The Solution: retimer Light Therapy

Teenagers are not designed to function like adults when it comes to sleep timing. Research continues to show a strong connection between light exposure, circadian rhythms, and adolescent wellbeing. For families navigating late nights and difficult mornings, supporting the body clock rather than fighting against it may be an important step toward healthier sleep and better daily performance.
Growing attention is being placed on approaches that support the body’s natural circadian rhythm rather than working against it. Light therapy has emerged as one of the most widely studied non-invasive approaches for helping shift sleep timing earlier and supporting healthier sleep patterns.
Flinders University investigated how retimer light therapy glasses could help adolescents and young adults experiencing delayed sleep patterns and Delayed Sleep-Wake Phase Disorder (DSWPD). The research found that consistent morning bright light exposure helped participants fall asleep earlier, wake earlier, sleep longer, and feel more alert during the day. Improvements were also observed in daytime fatigue, mood, and aspects of cognitive performance, including memory and information processing. The findings reinforced that many teenage sleep difficulties are driven by biological shifts in the body clock rather than poor habits.

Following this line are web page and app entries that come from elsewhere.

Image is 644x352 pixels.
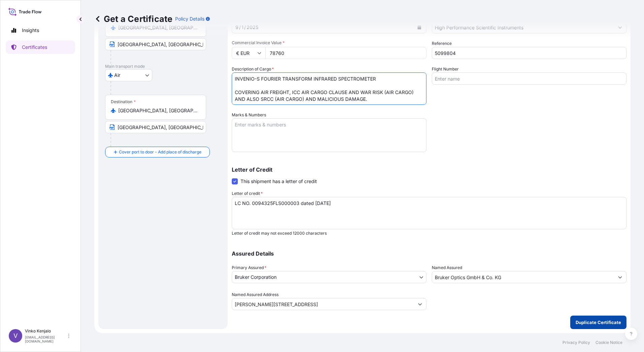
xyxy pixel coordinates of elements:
p: Get a Certificate [94,14,173,24]
input: Assured Name [432,271,614,283]
a: Cookie Notice [595,340,622,345]
span: Bruker Corporation [235,274,276,280]
label: Named Assured Address [232,291,279,298]
p: Letter of credit may not exceed 12000 characters [232,230,626,236]
p: [EMAIL_ADDRESS][DOMAIN_NAME] [25,335,66,343]
button: Show suggestions [614,271,626,283]
input: Destination [118,107,197,114]
a: Privacy Policy [562,340,590,345]
div: Destination [111,99,136,104]
textarea: LC NO. 02919FOSU2514001 dated [DATE] [232,197,626,229]
textarea: PARTS FOR SPECTROMETER COVERING INSTITUTE CARGO CLAUSES(AIR), INSTITUTE WAR CLAUSES(AIR CARGO)AND... [232,72,426,105]
span: This shipment has a letter of credit [240,178,317,185]
input: Named Assured Address [232,298,414,310]
span: V [14,332,18,339]
button: Show suggestions [414,298,426,310]
button: Cover port to door - Add place of discharge [105,147,210,157]
span: Cover port to door - Add place of discharge [119,148,202,156]
a: Certificates [6,40,75,54]
p: Main transport mode [105,64,221,69]
p: Policy Details [175,15,205,22]
label: Flight Number [432,66,458,72]
label: Marks & Numbers [232,112,266,118]
label: Letter of credit [232,190,263,197]
input: Text to appear on certificate [105,121,206,133]
span: Primary Assured [232,264,266,271]
button: Select transport [105,69,152,81]
button: Bruker Corporation [232,271,426,283]
span: Commercial Invoice Value [232,40,426,46]
label: Reference [432,40,451,47]
p: Insights [22,27,39,34]
input: Enter name [432,72,626,85]
p: Duplicate Certificate [575,319,621,325]
input: Text to appear on certificate [105,38,206,50]
p: Assured Details [232,250,626,256]
p: Vinko Kenjalo [25,328,66,334]
input: Enter booking reference [432,47,626,59]
label: Description of Cargo [232,66,274,72]
a: Insights [6,24,75,37]
p: Letter of Credit [232,167,626,172]
input: Enter amount [265,47,426,59]
button: Duplicate Certificate [570,315,626,329]
p: Certificates [22,44,47,50]
span: Air [114,72,120,78]
label: Named Assured [432,264,462,271]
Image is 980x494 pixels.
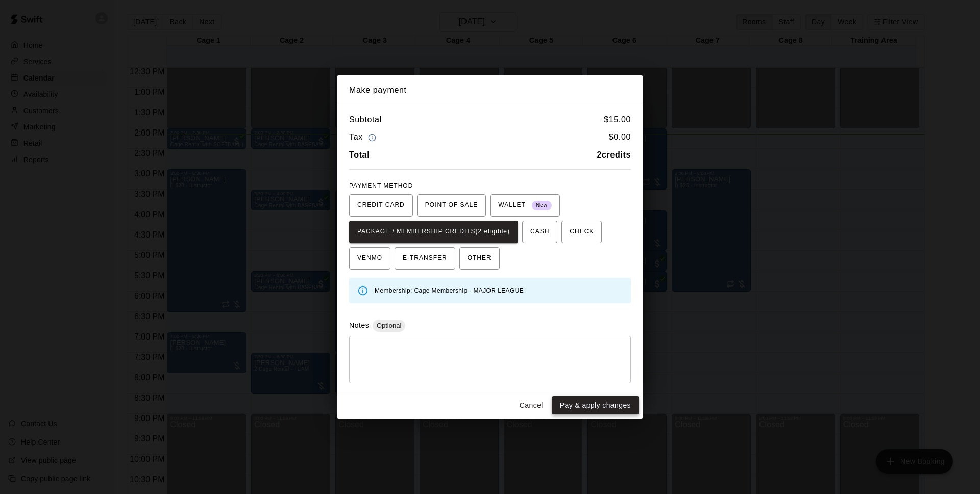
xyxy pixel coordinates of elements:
button: CREDIT CARD [349,194,413,217]
b: Total [349,150,370,159]
span: CASH [531,224,549,240]
span: PAYMENT METHOD [349,182,413,189]
span: Membership: Cage Membership - MAJOR LEAGUE [375,287,524,295]
button: WALLET New [490,194,560,217]
h6: $ 0.00 [609,131,631,144]
span: E-TRANSFER [403,250,447,267]
h6: $ 15.00 [604,113,631,126]
h2: Make payment [337,76,643,105]
button: CHECK [562,221,602,243]
span: New [532,199,552,213]
span: CREDIT CARD [357,197,405,214]
button: POINT OF SALE [417,194,486,217]
span: WALLET [498,197,552,214]
h6: Tax [349,131,379,144]
span: VENMO [357,250,383,267]
span: CHECK [570,224,594,240]
button: Pay & apply changes [552,396,639,415]
button: OTHER [459,248,500,270]
b: 2 credits [597,150,632,159]
span: POINT OF SALE [425,197,478,214]
button: PACKAGE / MEMBERSHIP CREDITS(2 eligible) [349,221,518,243]
button: CASH [522,221,557,243]
h6: Subtotal [349,113,382,126]
button: VENMO [349,248,391,270]
button: Cancel [515,396,548,415]
span: PACKAGE / MEMBERSHIP CREDITS (2 eligible) [357,224,510,240]
button: E-TRANSFER [395,248,456,270]
span: OTHER [468,250,492,267]
span: Optional [372,322,405,330]
label: Notes [349,321,369,330]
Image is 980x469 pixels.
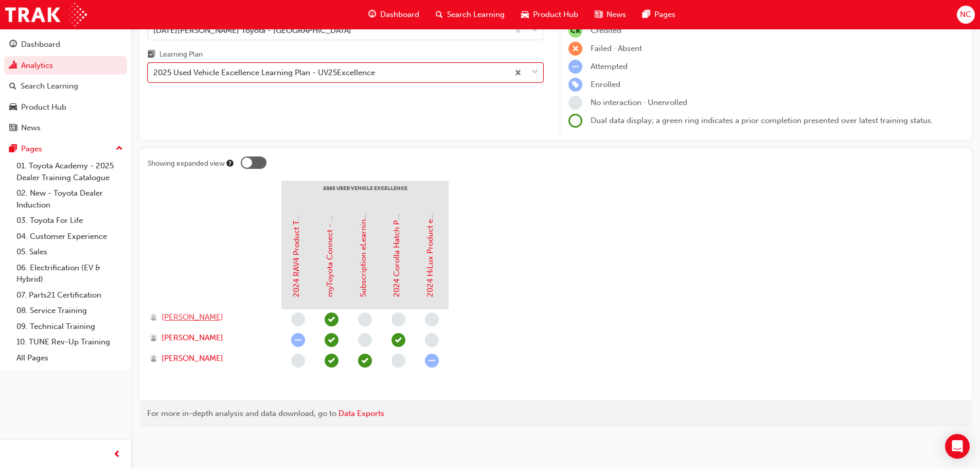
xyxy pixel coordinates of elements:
[149,353,272,364] a: [PERSON_NAME]
[13,185,127,212] a: 02. New - Toyota Dealer Induction
[533,9,578,21] span: Product Hub
[426,188,434,297] a: 2024 HiLux Product eLearning
[4,139,127,158] button: Pages
[10,41,17,49] span: guage-icon
[590,98,687,107] span: No interaction · Unenrolled
[358,333,372,347] span: learningRecordVerb_NONE-icon
[13,229,127,245] a: 04. Customer Experience
[4,56,127,76] a: Analytics
[10,145,17,154] span: pages-icon
[569,41,582,56] span: learningRecordVerb_FAIL-icon
[161,353,223,364] span: [PERSON_NAME]
[606,9,626,21] span: News
[149,332,272,344] a: [PERSON_NAME]
[13,334,127,350] a: 10. TUNE Rev-Up Training
[392,354,405,367] span: learningRecordVerb_NONE-icon
[634,4,684,25] a: pages-iconPages
[291,354,305,367] span: learningRecordVerb_NONE-icon
[4,33,127,139] button: DashboardAnalyticsSearch LearningProduct HubNews
[531,66,538,79] span: down-icon
[148,158,225,169] div: Showing expanded view
[21,39,60,50] div: Dashboard
[392,312,405,327] span: learningRecordVerb_NONE-icon
[10,82,17,91] span: search-icon
[13,244,127,260] a: 05. Sales
[590,62,627,71] span: Attempted
[325,333,338,347] span: learningRecordVerb_COMPLETE-icon
[10,61,17,71] span: chart-icon
[590,79,620,89] span: Enrolled
[291,333,305,347] span: learningRecordVerb_ATTEMPT-icon
[360,4,427,25] a: guage-iconDashboard
[447,9,504,21] span: Search Learning
[569,78,582,91] span: learningRecordVerb_ENROLL-icon
[425,354,438,367] span: learningRecordVerb_ATTEMPT-icon
[4,76,127,95] a: Search Learning
[21,122,41,134] div: News
[392,165,401,297] a: 2024 Corolla Hatch Product Training
[325,186,334,297] a: myToyota Connect - eLearning
[358,312,372,327] span: learningRecordVerb_NONE-icon
[380,9,419,21] span: Dashboard
[569,95,582,110] span: learningRecordVerb_NONE-icon
[13,260,127,287] a: 06. Electrification (EV & Hybrid)
[21,143,42,155] div: Pages
[10,123,17,133] span: news-icon
[325,354,338,367] span: learningRecordVerb_COMPLETE-icon
[13,287,127,303] a: 07. Parts21 Certification
[116,142,123,156] span: up-icon
[149,312,272,324] a: [PERSON_NAME]
[586,4,634,25] a: news-iconNews
[113,448,121,461] span: prev-icon
[368,8,376,21] span: guage-icon
[21,102,67,113] div: Product Hub
[654,9,675,21] span: Pages
[291,196,301,297] a: 2024 RAV4 Product Training
[425,312,438,327] span: learningRecordVerb_NONE-icon
[427,4,513,25] a: search-iconSearch Learning
[569,24,582,37] span: null-icon
[153,67,375,79] div: 2025 Used Vehicle Excellence Learning Plan - UV25Excellence
[590,44,642,53] span: Failed · Absent
[959,9,971,21] span: NC
[358,354,372,367] span: learningRecordVerb_PASS-icon
[358,130,368,297] a: Subscription eLearning for Connected Services
[160,49,203,60] div: Learning Plan
[4,98,127,117] a: Product Hub
[521,8,529,21] span: car-icon
[153,24,351,36] div: [DATE][PERSON_NAME] Toyota - [GEOGRAPHIC_DATA]
[590,116,933,125] span: Dual data display; a green ring indicates a prior completion presented over latest training status.
[945,434,970,459] div: Open Intercom Messenger
[325,312,338,327] span: learningRecordVerb_COMPLETE-icon
[10,103,17,112] span: car-icon
[5,3,87,26] img: Trak
[226,158,234,168] div: Tooltip anchor
[338,409,384,418] a: Data Exports
[569,60,582,74] span: learningRecordVerb_ATTEMPT-icon
[513,4,586,25] a: car-iconProduct Hub
[147,408,964,420] div: For more in-depth analysis and data download, go to
[281,180,449,207] div: 2025 Used Vehicle Excellence
[4,35,127,54] a: Dashboard
[148,50,156,60] span: learningplan-icon
[956,6,974,24] button: NC
[161,312,223,324] span: [PERSON_NAME]
[425,333,438,347] span: learningRecordVerb_NONE-icon
[13,212,127,229] a: 03. Toyota For Life
[161,332,223,344] span: [PERSON_NAME]
[4,118,127,138] a: News
[590,25,621,35] span: Credited
[595,8,602,21] span: news-icon
[392,333,405,347] span: learningRecordVerb_PASS-icon
[435,8,443,21] span: search-icon
[291,312,305,327] span: learningRecordVerb_NONE-icon
[531,24,538,37] span: down-icon
[13,319,127,335] a: 09. Technical Training
[642,8,650,21] span: pages-icon
[21,80,78,92] div: Search Learning
[13,350,127,366] a: All Pages
[13,303,127,319] a: 08. Service Training
[13,158,127,185] a: 01. Toyota Academy - 2025 Dealer Training Catalogue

A 2018 study published in the journal Sleep Medicine found that exposure to morning light helped participants fall asleep earlier, sleep longer, and feel more alert in the morning. Another study, published in Sleep in 2011, showed that combining light therapy with Cognitive Behavioral Therapy for Insomnia (CBT-I) led to even stronger and longer-lasting improvements in sleep timing and fatigue.
Reviews continue to reinforce these findings. A 2021 paper published in Chronobiology in Medicine highlighted wearable light therapy as a practical and promising way to help reset the circadian rhythm. Researchers have also explored its benefits beyond sleep disorders, including improving mood and helping the body adapt more easily to challenges such as jet lag and shifting time zones.
As awareness around adolescent sleep health continues to grow, supporting healthy circadian rhythms may become an increasingly important part of helping teenagers manage academic demands, mental wellbeing, and everyday performance in a world built around early schedules.